The Slatest

Sheldon Silver Cited 9/11 as Official Justification for Spending in Alleged Kickback Scheme

Silver arriving in court this morning.

Stephanie Keih/Reuters

United States Attorney Preet Bharara has accused powerful New York City politician Sheldon Silver, the speaker of the New York State Assembly, of taking millions of dollars in kickbacks via legal fees that he didn’t actually do any work to earn.* The complete criminal complaint against Silver makes for a compelling short story about the elaborate methods of (alleged) modern corruption, and the accusations against Silver are bad news for ambitious New York Gov. Andrew Cuomo for reasons explained here. But let’s focus on one particularly egregious incident described in the complaint, in which Silver cited 9/11 as the impetus for government spending that was (allegedly) in fact disbursed because the doctor who received the funding was part of the process by which Silver received bogus legal fees.

Here are the steps in the alleged scam, which is one of two unrelated corruption schemes that Silver is accused of profiting from.

1) A New York doctor referred patients with the asbestos-related cancer mesothelioma to the law firm of Weitz & Lutzenberg, which conducts asbestos-related litigation.

2) Weitz & Lutzenberg paid a salary to Silver, and paid him hundreds of thousands of dollars more in referral fees, for each of the asbestos-related clients referred by the New York doctor—even though Silver actually had no interactions with the patient/clients and has no experience in asbestos litigation.

3) Silver funneled $500,000 in discretionary spending from the New York health budget to the doctor’s mesothelioma research organization. (There doesn’t appear to be any suggestion that the money was used improperly after it was received by the research organization.)

Silver’s letters directing disbursement of the $500,000 to the doctor’s research organization didn’t mention his lucrative personal financial relationship with the doctor. But they did cite 9/11.

Screen shot/Failed Messiah

The criminal complaint states that Silver in fact “never asked [the doctor] how the state funds he had directed to the Mesothelioma Center had actually been used.”

*Correction, Jan. 22, 2015: This post originally misstated that Sheldon Silver is the chairman of the New York State Assembly. He is the speaker.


Return every line of the data below that includes the string "diamond".

- **Material shown**
--*--

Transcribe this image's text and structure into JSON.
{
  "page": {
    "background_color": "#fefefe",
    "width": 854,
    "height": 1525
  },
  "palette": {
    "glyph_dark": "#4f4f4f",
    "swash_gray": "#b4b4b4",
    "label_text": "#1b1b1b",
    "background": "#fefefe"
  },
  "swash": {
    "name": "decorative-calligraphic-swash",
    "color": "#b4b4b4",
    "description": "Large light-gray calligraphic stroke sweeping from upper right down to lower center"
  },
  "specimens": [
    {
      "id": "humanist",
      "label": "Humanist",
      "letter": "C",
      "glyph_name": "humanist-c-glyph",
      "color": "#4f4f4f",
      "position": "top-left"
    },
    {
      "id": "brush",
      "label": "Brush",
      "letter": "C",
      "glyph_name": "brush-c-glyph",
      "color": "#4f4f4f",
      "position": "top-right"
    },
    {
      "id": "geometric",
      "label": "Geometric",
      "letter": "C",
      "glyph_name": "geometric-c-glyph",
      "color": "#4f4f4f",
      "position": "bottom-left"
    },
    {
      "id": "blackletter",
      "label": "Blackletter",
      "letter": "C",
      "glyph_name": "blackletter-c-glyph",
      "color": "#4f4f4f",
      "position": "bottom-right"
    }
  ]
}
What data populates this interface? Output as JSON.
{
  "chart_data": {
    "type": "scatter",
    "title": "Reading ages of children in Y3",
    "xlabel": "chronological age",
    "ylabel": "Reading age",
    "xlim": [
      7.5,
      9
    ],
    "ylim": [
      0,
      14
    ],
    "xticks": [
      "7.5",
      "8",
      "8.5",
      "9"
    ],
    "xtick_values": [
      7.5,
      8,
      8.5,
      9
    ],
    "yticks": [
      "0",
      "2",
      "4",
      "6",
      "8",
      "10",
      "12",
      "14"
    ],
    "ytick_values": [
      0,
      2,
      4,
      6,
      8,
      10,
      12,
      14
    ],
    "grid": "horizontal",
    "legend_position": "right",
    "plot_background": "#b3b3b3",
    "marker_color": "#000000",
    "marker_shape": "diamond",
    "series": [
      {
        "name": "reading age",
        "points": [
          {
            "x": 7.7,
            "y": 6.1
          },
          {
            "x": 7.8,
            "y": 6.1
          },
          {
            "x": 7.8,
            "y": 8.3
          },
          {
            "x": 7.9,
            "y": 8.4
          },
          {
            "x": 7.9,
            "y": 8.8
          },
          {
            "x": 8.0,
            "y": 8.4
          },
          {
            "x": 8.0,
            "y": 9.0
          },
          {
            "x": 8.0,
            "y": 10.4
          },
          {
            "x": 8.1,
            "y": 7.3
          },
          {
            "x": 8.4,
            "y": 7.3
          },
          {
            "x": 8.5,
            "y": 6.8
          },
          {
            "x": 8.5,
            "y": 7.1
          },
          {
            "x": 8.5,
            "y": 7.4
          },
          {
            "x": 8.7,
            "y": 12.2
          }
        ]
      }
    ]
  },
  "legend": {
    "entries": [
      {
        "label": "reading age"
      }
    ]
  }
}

--*--

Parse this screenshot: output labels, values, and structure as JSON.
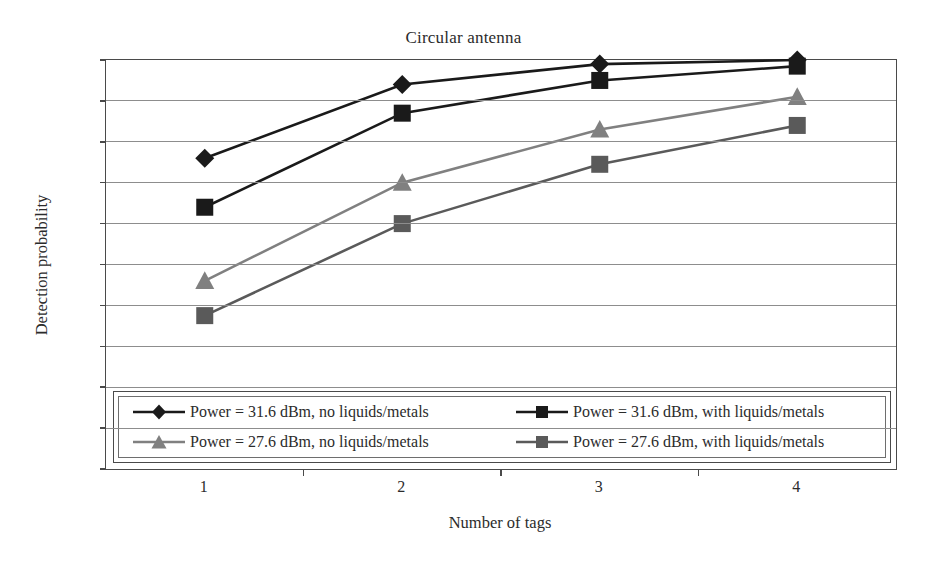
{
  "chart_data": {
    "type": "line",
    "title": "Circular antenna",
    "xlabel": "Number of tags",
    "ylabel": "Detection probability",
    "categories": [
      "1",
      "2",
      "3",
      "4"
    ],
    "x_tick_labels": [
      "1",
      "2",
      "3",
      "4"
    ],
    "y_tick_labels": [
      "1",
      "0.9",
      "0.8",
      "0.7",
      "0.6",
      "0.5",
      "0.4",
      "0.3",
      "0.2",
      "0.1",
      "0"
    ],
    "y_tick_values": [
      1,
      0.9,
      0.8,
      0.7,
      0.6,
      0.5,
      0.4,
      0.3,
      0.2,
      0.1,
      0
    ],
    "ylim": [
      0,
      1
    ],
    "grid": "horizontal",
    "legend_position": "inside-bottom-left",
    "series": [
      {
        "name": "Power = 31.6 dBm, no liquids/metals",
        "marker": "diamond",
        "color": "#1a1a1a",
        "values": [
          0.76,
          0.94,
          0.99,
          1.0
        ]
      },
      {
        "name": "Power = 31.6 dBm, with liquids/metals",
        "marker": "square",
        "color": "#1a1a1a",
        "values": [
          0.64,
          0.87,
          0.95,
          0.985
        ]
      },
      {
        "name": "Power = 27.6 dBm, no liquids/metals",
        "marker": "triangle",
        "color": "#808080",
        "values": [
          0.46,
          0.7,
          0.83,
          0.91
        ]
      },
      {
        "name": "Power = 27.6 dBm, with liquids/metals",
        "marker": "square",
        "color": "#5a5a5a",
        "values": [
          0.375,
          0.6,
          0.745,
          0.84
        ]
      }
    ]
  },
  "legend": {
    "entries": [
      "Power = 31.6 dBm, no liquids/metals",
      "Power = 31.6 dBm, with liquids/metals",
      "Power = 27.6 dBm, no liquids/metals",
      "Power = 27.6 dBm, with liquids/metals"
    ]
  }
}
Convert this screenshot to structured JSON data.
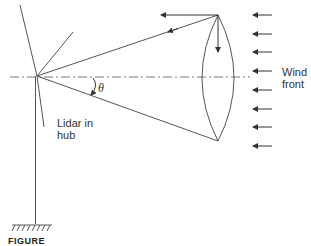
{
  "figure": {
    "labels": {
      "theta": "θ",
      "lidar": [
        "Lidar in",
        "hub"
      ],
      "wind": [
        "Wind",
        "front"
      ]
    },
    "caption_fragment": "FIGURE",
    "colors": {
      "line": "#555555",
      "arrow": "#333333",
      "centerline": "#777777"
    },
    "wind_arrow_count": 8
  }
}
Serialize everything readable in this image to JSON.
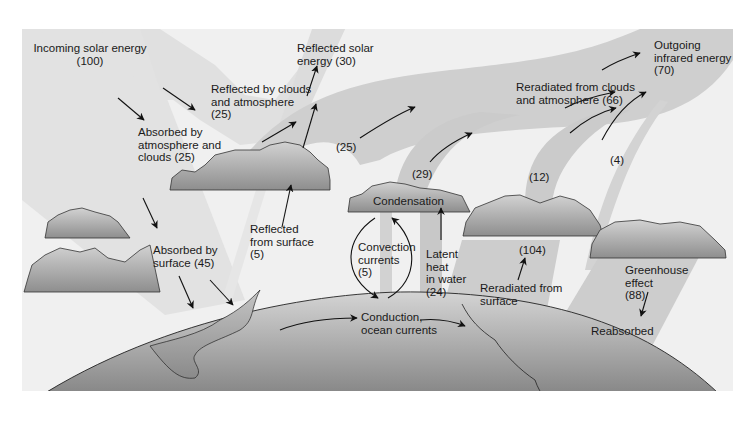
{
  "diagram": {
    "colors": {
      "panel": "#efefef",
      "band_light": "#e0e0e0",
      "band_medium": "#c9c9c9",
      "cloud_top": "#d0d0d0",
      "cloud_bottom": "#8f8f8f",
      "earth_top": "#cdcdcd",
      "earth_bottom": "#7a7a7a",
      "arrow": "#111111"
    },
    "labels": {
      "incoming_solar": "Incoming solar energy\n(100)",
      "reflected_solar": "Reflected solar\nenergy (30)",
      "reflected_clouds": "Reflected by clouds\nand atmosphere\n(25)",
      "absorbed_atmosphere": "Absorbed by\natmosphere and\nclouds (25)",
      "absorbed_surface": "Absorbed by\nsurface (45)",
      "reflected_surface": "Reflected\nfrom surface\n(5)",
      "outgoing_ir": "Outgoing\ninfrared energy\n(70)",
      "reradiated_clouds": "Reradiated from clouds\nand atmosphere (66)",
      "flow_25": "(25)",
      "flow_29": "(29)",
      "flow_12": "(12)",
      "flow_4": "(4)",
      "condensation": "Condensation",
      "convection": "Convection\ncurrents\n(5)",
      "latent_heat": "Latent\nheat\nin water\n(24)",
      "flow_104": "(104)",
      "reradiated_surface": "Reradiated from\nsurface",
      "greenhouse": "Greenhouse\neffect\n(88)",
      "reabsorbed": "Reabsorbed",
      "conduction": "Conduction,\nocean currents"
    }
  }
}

--*--

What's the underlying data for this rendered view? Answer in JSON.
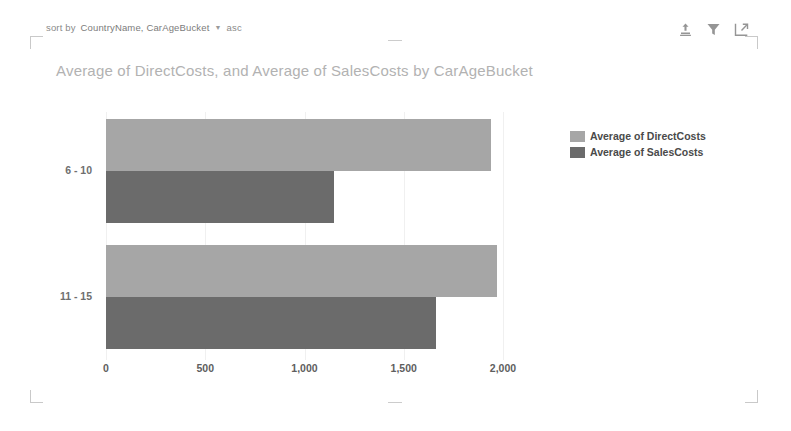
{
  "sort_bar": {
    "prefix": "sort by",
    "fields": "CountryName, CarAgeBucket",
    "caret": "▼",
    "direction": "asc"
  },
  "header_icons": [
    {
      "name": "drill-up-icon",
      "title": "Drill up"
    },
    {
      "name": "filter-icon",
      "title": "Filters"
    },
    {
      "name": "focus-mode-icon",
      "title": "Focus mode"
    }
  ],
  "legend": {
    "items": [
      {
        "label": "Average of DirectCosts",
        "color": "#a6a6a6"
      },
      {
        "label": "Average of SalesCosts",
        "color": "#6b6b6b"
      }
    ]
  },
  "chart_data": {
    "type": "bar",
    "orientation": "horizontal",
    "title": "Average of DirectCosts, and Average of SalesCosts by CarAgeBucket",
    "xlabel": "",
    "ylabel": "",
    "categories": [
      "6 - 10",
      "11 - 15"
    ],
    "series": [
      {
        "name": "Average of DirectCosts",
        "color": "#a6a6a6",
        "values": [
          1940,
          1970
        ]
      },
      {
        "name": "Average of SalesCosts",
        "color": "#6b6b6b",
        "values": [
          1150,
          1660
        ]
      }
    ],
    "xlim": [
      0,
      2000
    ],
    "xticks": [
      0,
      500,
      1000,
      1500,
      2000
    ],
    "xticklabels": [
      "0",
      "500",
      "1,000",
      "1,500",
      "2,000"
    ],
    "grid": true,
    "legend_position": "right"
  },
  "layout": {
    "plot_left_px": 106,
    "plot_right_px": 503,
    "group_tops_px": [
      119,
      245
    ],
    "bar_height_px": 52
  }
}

--*--

- **Response area**
    "marker_shape": "diamond",
        "marker": "diamond",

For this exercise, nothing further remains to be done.